The author of the 6-26-06 Washington Post article “No Neutral Ground in This Internet Battle” (Jeffrey H. Birnbaum) neglected an important factor in his presentation of the net neutrality argument. What about the capital? He focused entirely on who gets billed for the charges, but he never once mentions the money necessary to start and run the business—and that comes from investors. No investor will put up their capital if they cannot make a return on their investment. Birnbaum says “if net neutrality passes, the AT&Ts of the world will be forced to pay for all of their equipment upgrades themselves and could not subsidize that effort by imposing premium fees for premium services. If net neutrality fails, they will be able to recoup more of those costs than they can now from the likes of Google Inc., Microsoft Corp. and other major users of the World Wide Web.”
So ask yourself:
– Would you start a business if you couldn’t charge enough to pay for your costs?
– Would you invest in a business if they couldn’t charge for improvements and expansion?
– Would you invest in a company if the government were likely to set price caps on what they could charge for their products no matter what it cost them to produce?
– If you rented out your car, would you charge the people who used it based on how much they used it? Would you get more cars when there was too much demand even if you couldn’t enough to cover the cost of additional vehicles?
No one who has ever run a business thinks about investing in their business so they can “recoup some of their costs” or be “forced to pay for all their equipment upgrades.” They invest so they can make money, otherwise what’s the point? If you ran AT&T or SBC, would you invest billions of dollars in networks when you couldn’t charge for others using them? A public company has a fiduciary responsibility to its shareholders to increase the value of their investment, not destroy it. And don’t forget that shareholders are the actual owners of companies like AT&T. Many of those shareholders are pension funds—representing the retirement income of workers and grandmas—as pension funds are often the largest investors in large cap companies like AT&T.
You can see the effects of telecom price caps by looking at the effects of the 1996 Telecommunications Act which set up, among other things, TELRIC pricing . TELRIC was a complicated, artificial, and arbitrarily enforced pricing controls from the FCC and local Public Utility Commissions to establish the prices that the network owners could charge networks users irrespective of the network owners’ costs; the network owners were required to maintain the systems and also required to allow anyone who wanted to use their systems to do so at the government-dictated prices. It doesn’t take a genius to figure out what happened. It didn’t pay the guys who owned the networks to invest in upgrading, improving and expanding. Because of this, the U.S. went from No. 1 to No. 16 in the world in telecommunications quality, availability and speed. It did make investors look for other places to take their capital. The result? Capital flows off-shore and countries like China and India welcome it with open arms so they can grow faster. Did you know that there is more and much faster high speed internet access in Korea than in the U.S. by about 10 to 1?
The FCC’s Telecommunications Act of 1996 not only destroyed capital investment (and therefore network quality and availability) it also destroyed many billions of dollars of market capitalization. This cost telecom industry workers their jobs.
Birnbaum is correct when he says, however, that the consumer will pay for it all ultimately. That’s true of every product and service produced—and when did paying for what you use become a bad thing? When you artificially control prices, you distort investment incentives—just ask all those guys who lost their jobs when businesses closed or quit growing—as well as behavior. And you spread the cost of the big users over everyone (like with auto insurance) rather than charging for how much someone actually uses. Distorting prices also distorts behavior. Do you ever waste food at a buffet line just to try something because it’s “free”? Do you do the same thing when you order items off the menu?
By dampening investment incentives, price caps also stifle innovation. Who wants to invent something they can’t charge for? What happened to property rights? The irony is that the guys on the side of net neutrality–Google, Microsoft, Yahoo and other big internet success stories—were once the innovators. Their innovations led to financial success because they could develop their products and services in an uncontrolled market. Now they are lobbying to close that door to others.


**What is required:**
Please copy each line of the listing below in which the word "item" appears.

^^^^

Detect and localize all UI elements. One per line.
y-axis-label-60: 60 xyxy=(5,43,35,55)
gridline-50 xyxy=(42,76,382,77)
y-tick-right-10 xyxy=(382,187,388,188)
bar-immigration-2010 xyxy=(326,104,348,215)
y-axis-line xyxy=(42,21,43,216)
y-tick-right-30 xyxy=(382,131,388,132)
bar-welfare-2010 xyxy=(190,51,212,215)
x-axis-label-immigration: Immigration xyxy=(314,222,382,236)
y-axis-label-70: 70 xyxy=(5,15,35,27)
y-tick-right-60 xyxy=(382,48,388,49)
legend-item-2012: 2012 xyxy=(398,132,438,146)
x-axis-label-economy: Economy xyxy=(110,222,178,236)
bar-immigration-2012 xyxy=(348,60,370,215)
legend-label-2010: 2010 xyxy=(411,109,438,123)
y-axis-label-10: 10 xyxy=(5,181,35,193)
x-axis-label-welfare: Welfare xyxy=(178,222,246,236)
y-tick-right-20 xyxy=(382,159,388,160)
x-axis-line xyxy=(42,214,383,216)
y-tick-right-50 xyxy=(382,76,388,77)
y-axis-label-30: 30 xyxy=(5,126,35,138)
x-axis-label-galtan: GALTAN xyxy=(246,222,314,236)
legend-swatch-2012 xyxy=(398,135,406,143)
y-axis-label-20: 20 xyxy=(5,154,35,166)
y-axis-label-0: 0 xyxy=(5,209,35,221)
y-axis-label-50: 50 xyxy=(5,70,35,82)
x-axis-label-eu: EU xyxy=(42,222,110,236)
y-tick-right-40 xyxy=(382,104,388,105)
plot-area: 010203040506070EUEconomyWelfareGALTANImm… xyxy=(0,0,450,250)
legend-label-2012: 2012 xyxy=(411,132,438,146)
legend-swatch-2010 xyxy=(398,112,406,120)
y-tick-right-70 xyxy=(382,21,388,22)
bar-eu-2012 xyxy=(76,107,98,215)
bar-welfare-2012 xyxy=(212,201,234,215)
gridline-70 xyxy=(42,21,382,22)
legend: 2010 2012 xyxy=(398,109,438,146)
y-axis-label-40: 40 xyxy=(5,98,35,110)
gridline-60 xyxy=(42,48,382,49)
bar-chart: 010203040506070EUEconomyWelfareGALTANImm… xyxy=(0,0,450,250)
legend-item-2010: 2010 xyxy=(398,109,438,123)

^^^^

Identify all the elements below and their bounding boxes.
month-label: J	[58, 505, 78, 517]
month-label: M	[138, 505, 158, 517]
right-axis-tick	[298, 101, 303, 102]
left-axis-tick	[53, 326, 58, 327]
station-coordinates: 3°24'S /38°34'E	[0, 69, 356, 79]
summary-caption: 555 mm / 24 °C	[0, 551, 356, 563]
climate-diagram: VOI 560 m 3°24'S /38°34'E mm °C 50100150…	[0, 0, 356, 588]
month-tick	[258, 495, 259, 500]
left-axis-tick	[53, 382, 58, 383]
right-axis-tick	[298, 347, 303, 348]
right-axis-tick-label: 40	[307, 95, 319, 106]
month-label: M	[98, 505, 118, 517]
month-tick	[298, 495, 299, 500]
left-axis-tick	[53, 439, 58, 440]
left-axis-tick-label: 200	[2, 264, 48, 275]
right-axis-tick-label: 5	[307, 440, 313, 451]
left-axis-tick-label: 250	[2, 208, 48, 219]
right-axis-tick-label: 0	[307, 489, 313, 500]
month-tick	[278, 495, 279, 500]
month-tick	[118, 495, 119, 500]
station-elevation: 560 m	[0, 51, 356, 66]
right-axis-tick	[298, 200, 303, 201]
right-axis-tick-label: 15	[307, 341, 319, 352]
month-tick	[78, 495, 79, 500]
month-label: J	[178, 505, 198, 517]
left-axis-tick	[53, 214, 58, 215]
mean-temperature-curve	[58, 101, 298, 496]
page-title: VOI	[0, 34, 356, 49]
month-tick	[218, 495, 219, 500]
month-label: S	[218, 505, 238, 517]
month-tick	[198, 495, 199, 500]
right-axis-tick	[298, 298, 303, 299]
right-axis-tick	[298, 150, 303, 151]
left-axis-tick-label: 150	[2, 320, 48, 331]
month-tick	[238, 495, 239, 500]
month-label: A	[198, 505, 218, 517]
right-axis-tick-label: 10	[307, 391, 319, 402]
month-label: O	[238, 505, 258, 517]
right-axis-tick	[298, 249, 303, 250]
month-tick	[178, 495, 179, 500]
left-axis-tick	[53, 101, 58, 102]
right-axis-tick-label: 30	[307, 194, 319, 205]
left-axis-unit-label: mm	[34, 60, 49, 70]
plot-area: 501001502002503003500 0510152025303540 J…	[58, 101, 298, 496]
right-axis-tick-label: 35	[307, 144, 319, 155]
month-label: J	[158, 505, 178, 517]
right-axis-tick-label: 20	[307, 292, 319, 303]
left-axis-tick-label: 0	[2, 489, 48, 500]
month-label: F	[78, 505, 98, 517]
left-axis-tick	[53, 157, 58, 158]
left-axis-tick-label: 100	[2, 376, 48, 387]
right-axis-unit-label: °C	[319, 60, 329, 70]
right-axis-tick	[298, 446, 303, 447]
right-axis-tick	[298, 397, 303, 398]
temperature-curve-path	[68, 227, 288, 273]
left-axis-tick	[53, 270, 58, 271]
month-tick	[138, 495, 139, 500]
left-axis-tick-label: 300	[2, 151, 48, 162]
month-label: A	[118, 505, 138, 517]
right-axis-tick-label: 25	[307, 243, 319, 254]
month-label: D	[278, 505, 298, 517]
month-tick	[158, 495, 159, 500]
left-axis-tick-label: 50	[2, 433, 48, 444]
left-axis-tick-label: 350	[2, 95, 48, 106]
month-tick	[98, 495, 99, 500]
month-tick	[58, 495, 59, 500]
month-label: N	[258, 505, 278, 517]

^^^^

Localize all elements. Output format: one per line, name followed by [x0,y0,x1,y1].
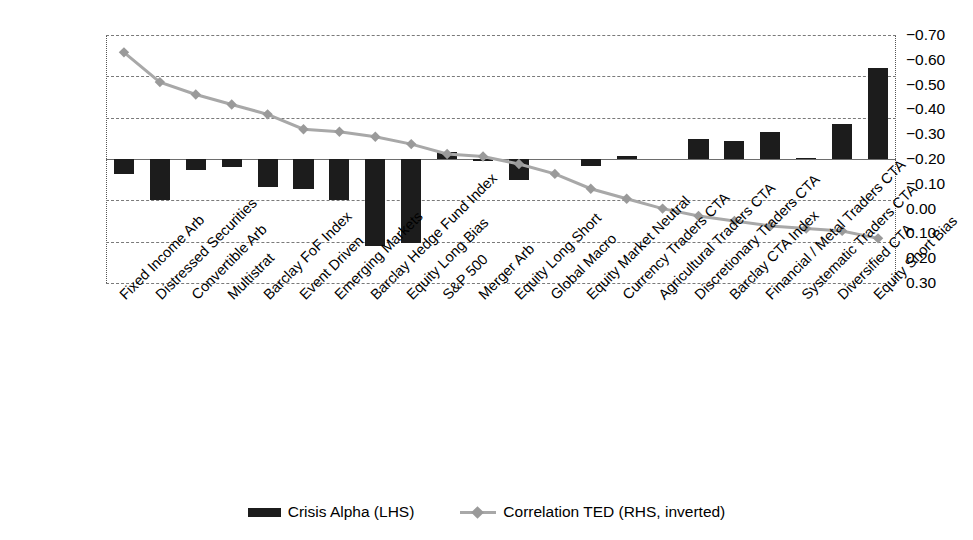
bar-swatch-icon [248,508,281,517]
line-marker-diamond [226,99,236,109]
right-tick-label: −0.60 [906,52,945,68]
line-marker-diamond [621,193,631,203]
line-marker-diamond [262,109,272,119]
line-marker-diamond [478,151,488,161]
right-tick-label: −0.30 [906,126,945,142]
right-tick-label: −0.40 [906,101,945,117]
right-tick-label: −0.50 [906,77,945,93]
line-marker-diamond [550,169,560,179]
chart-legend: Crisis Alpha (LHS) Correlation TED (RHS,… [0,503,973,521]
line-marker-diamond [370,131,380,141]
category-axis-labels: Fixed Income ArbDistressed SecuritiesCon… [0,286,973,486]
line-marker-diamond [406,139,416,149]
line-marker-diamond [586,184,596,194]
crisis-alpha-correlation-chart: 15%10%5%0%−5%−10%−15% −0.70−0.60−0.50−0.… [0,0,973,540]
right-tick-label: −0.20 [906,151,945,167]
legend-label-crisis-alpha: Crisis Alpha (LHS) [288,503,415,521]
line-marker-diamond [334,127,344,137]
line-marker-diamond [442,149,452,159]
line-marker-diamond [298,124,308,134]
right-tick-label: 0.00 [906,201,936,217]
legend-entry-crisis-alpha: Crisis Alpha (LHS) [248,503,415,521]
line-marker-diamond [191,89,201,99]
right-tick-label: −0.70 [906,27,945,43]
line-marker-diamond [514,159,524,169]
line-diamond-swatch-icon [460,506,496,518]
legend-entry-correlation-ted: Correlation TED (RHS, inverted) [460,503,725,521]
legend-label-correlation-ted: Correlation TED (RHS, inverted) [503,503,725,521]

^^^^

**Answer for this exercise:**
legend-item-2012: 2012 xyxy=(398,132,438,146)
legend-item-2010: 2010 xyxy=(398,109,438,123)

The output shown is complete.